Apart from its science-fictional aspects and speculative prophesizing, what I find interesting with Cosmism is Fedorovs vision of creating one unified conscious material organism. It is humanities task to teach all inanimate matter in the universe the gift of consciousness, so that this unified organism of life can defeat all destructive and potentially annihilating forces in the world, and in the process become immortal; one master of death.

In the meantime, while the technologies of immortality are to be developed, plans were made for storing humans in huge temporary cemeteries in space, making clusters of celestial burial sites, together constituting a kind of outer space necropolis. The sculptural shapes I am working on for this project can be seen in relation to these plans, as prototypes to fit this Cosmist utopia.

In my opinion, the ideas of Cosmism illustrate above all the human desire to survive, more specifically through our fear of being annihilated by either destructive natural forces, or, as can be related to contemporary paradigms, by ourselves. What is striking is the degree of non-empirical speculative thinking involved in creating this futuristic survival plan.

Secondly, Cosmism is clearly ideological. Fedorov states that such a vast collective project is impossible within a capitalist economic society because of its individually fetishized focus on commodities. Society needs to be reorganized, consumption of luxuries needs to end, unequal distribution, alienation and private property must be eradicated. All resources must be directed towards obtaining immortality and the resurrection of past generations. It bears the belief that creative labor, not commodities, leads to societies transformation. Artistic practice then comes to play a central role in the story Cosmism. 

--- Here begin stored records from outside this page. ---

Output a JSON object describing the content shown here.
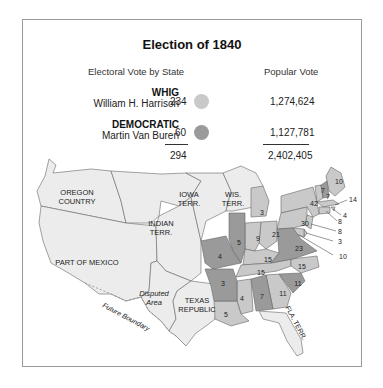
{
  "title": "Election of 1840",
  "legend": {
    "electoral_header": "Electoral Vote by State",
    "popular_header": "Popular Vote",
    "parties": [
      {
        "party": "WHIG",
        "candidate": "William H. Harrison",
        "electoral": "234",
        "popular": "1,274,624",
        "color": "#c9c9c9"
      },
      {
        "party": "DEMOCRATIC",
        "candidate": "Martin Van Buren",
        "electoral": "60",
        "popular": "1,127,781",
        "color": "#9a9a9a"
      }
    ],
    "electoral_total": "294",
    "popular_total": "2,402,405"
  },
  "map": {
    "territory_labels": {
      "oregon": [
        "OREGON",
        "COUNTRY"
      ],
      "iowa": [
        "IOWA",
        "TERR."
      ],
      "wis": [
        "WIS.",
        "TERR."
      ],
      "indian": [
        "INDIAN",
        "TERR."
      ],
      "mexico": "PART OF MEXICO",
      "disputed": [
        "Disputed",
        "Area"
      ],
      "texas": [
        "TEXAS",
        "REPUBLIC"
      ],
      "fla": "FLA. TERR.",
      "future_boundary": "Future Boundary"
    },
    "state_votes": {
      "maine": "10",
      "vermont": "7",
      "new_hampshire": "7",
      "massachusetts": "14",
      "rhode_island": "4",
      "connecticut": "8",
      "new_jersey": "8",
      "delaware": "3",
      "maryland": "10",
      "new_york": "42",
      "pennsylvania": "30",
      "virginia": "23",
      "michigan": "3",
      "ohio": "21",
      "indiana": "9",
      "illinois": "5",
      "missouri": "4",
      "kentucky": "15",
      "tennessee": "15",
      "north_carolina": "15",
      "south_carolina": "11",
      "georgia": "11",
      "alabama": "7",
      "mississippi": "4",
      "louisiana": "5",
      "arkansas": "3"
    },
    "colors": {
      "territory": "#ececec",
      "whig": "#c9c9c9",
      "democratic": "#9a9a9a",
      "border": "#666666",
      "water": "#ffffff"
    }
  }
}
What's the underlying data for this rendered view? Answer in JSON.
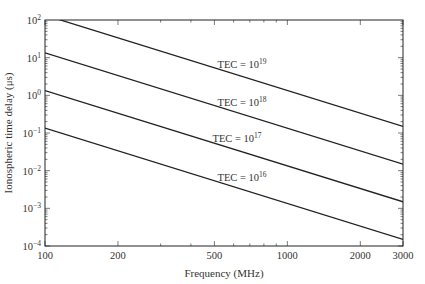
{
  "chart_data": {
    "type": "line",
    "title": "",
    "xlabel": "Frequency (MHz)",
    "ylabel": "Ionospheric time delay (μs)",
    "xscale": "log",
    "yscale": "log",
    "xlim": [
      100,
      3000
    ],
    "ylim": [
      0.0001,
      100
    ],
    "x_ticks": [
      100,
      200,
      500,
      1000,
      2000,
      3000
    ],
    "x_tick_labels": [
      "100",
      "200",
      "500",
      "1000",
      "2000",
      "3000"
    ],
    "y_tick_exponents": [
      2,
      1,
      0,
      -1,
      -2,
      -3,
      -4
    ],
    "grid": false,
    "legend": "none",
    "x": [
      100,
      3000
    ],
    "series": [
      {
        "name": "TEC = 10^19",
        "label_base": "TEC = 10",
        "label_exp": "19",
        "values": [
          134.3,
          0.1493
        ]
      },
      {
        "name": "TEC = 10^18",
        "label_base": "TEC = 10",
        "label_exp": "18",
        "values": [
          13.43,
          0.01493
        ]
      },
      {
        "name": "TEC = 10^17",
        "label_base": "TEC = 10",
        "label_exp": "17",
        "values": [
          1.343,
          0.001493
        ]
      },
      {
        "name": "TEC = 10^16",
        "label_base": "TEC = 10",
        "label_exp": "16",
        "values": [
          0.1343,
          0.0001493
        ]
      }
    ],
    "annotation_freq": [
      650,
      650,
      620,
      650
    ]
  }
}
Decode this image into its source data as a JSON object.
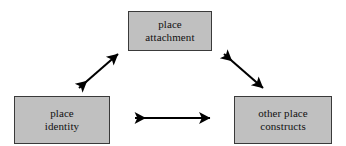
{
  "diagram": {
    "type": "triangular-relationship",
    "background_color": "#ffffff",
    "node_fill_color": "#c0c0c0",
    "node_border_color": "#3a3a3a",
    "arrow_color": "#000000",
    "nodes": [
      {
        "id": "place-attachment",
        "line1": "place",
        "line2": "attachment",
        "position": "top-center"
      },
      {
        "id": "place-identity",
        "line1": "place",
        "line2": "identity",
        "position": "bottom-left"
      },
      {
        "id": "other-place-constructs",
        "line1": "other place",
        "line2": "constructs",
        "position": "bottom-right"
      }
    ],
    "connectors": [
      {
        "id": "identity-to-attachment",
        "from": "place-identity",
        "to": "place-attachment",
        "style": "double-headed-arrow",
        "orientation": "diagonal-up-right"
      },
      {
        "id": "attachment-to-other-constructs",
        "from": "place-attachment",
        "to": "other-place-constructs",
        "style": "double-headed-arrow",
        "orientation": "diagonal-down-right"
      },
      {
        "id": "identity-to-other-constructs",
        "from": "place-identity",
        "to": "other-place-constructs",
        "style": "double-headed-arrow",
        "orientation": "horizontal"
      }
    ]
  }
}
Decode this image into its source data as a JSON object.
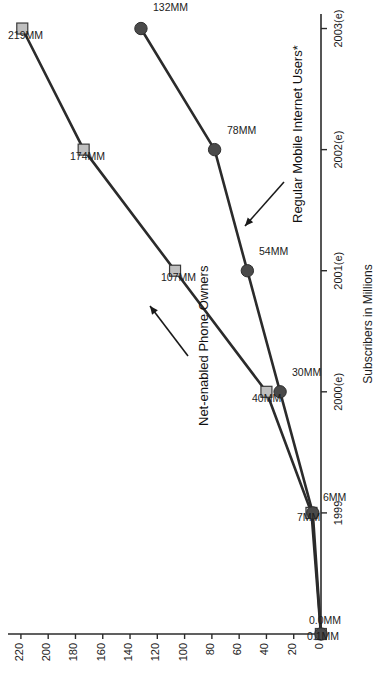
{
  "chart_data": {
    "type": "line",
    "title": "",
    "xlabel": "",
    "ylabel": "Subscribers in Millions",
    "categories": [
      "",
      "1999",
      "2000(e)",
      "2001(e)",
      "2002(e)",
      "2003(e)"
    ],
    "x_tick_labels": [
      "1999",
      "2000(e)",
      "2001(e)",
      "2002(e)",
      "2003(e)"
    ],
    "y_tick_labels": [
      "0",
      "20",
      "40",
      "60",
      "80",
      "100",
      "120",
      "140",
      "160",
      "180",
      "200",
      "220"
    ],
    "y_ticks": [
      0,
      20,
      40,
      60,
      80,
      100,
      120,
      140,
      160,
      180,
      200,
      220
    ],
    "ylim": [
      0,
      228
    ],
    "grid": false,
    "legend_position": "inline-annotations",
    "series": [
      {
        "name": "Net-enabled Phone Owners",
        "marker": "square",
        "marker_color": "#bfbfbf",
        "line_color": "#2b2b2b",
        "values": [
          0.1,
          7,
          40,
          107,
          174,
          219
        ],
        "point_labels": [
          "0.1MM",
          "7MM",
          "40MM",
          "107MM",
          "174MM",
          "219MM"
        ]
      },
      {
        "name": "Regular Mobile Internet Users*",
        "marker": "circle",
        "marker_color": "#4a4a4a",
        "line_color": "#2b2b2b",
        "values": [
          0.0,
          6,
          30,
          54,
          78,
          132
        ],
        "point_labels": [
          "0.0MM",
          "6MM",
          "30MM",
          "54MM",
          "78MM",
          "132MM"
        ]
      }
    ],
    "annotations": [
      {
        "text": "Net-enabled Phone Owners",
        "points_to_series": "Net-enabled Phone Owners"
      },
      {
        "text": "Regular Mobile Internet Users*",
        "points_to_series": "Regular Mobile Internet Users*"
      }
    ]
  },
  "axis": {
    "y_title": "Subscribers in Millions"
  },
  "colors": {
    "axis": "#2b2b2b",
    "line": "#2b2b2b",
    "square_marker_fill": "#bfbfbf",
    "circle_marker_fill": "#4a4a4a",
    "text": "#1c1c1c",
    "background": "#ffffff"
  }
}
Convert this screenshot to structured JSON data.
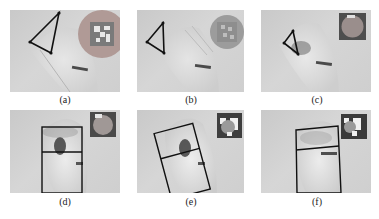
{
  "figure": {
    "panels": [
      {
        "id": "a",
        "caption": "(a)",
        "overlay": "triangle",
        "marker": "aruco-circle-large"
      },
      {
        "id": "b",
        "caption": "(b)",
        "overlay": "triangle",
        "marker": "aruco-circle-blurred"
      },
      {
        "id": "c",
        "caption": "(c)",
        "overlay": "triangle",
        "marker": "circle-in-square"
      },
      {
        "id": "d",
        "caption": "(d)",
        "overlay": "split-rectangle",
        "marker": "circle-in-square"
      },
      {
        "id": "e",
        "caption": "(e)",
        "overlay": "split-rectangle-rotated",
        "marker": "aruco-partial"
      },
      {
        "id": "f",
        "caption": "(f)",
        "overlay": "split-rectangle",
        "marker": "aruco-partial"
      }
    ]
  }
}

Thirdly, and perhaps most striking, is that Cosmism is firmly rooted in love. It is the love we have for our families and the sorrow we experience when losing them that in my opinion make up the foundation of Cosmism. According to Fedorov, Cosmism is essentially an attempt to restore a kind of kinship. “The common task” it is to overcome humanities alienation from each other, from nature and from time itself. The great big unified organism is supposed to be held together by the same affectionate bonds that unify a family or sustain a close relationship.

I find the story of Cosmism relevant to artistic practice because I recognize in both a desire to speculate, to think outside the box, for the sake of creating new ideas. Cosmism engages in a speculative kind of world-building when it sets up its plan for a future society, in its case the future existence of humankind. I find these futuristic world-building narratives, the fabrication of worlds, the act of forecasting the future, of reanimation, as concepts that correspond with tools I use in art-building. To question reality by creating alternative situations, material or conceptual, is at the center of my artistic practice. Making art and being an artist in many ways involves microcosmic world-building, something Fedorov himself manifests in eventually calling Cosmism a work of art.

A final remark. Cosmism was built on the idea that everyone would essentially have access to the outer space necropolis and subsequently have access to immortality regardless of class, race or faith. However, that seems highly implausible based on the society of today, seeing as technology concerned with radical life extension is currently almost exclusively reserved for the wealthy, and seeing as access to space is limited to the few leading actors of so called New Space Age; a handful of white male billionaires, CEOs of some of the largest corporations in the world – among them SpaceX´ and Tesla´s Elon Musk and Jeff Bezos of Amazon and Blue Origin. From the vantage point of today it seems like the idea of immortality for all is still just that, an idea. Inhabiting a shiny black sarcophagus in a cosmic necropolis might as well turn out to be a privilege for the few, just like getting a shiny black Lamborghini, equivalent to the kind of luxury commodity Fedorov urged us to renounce.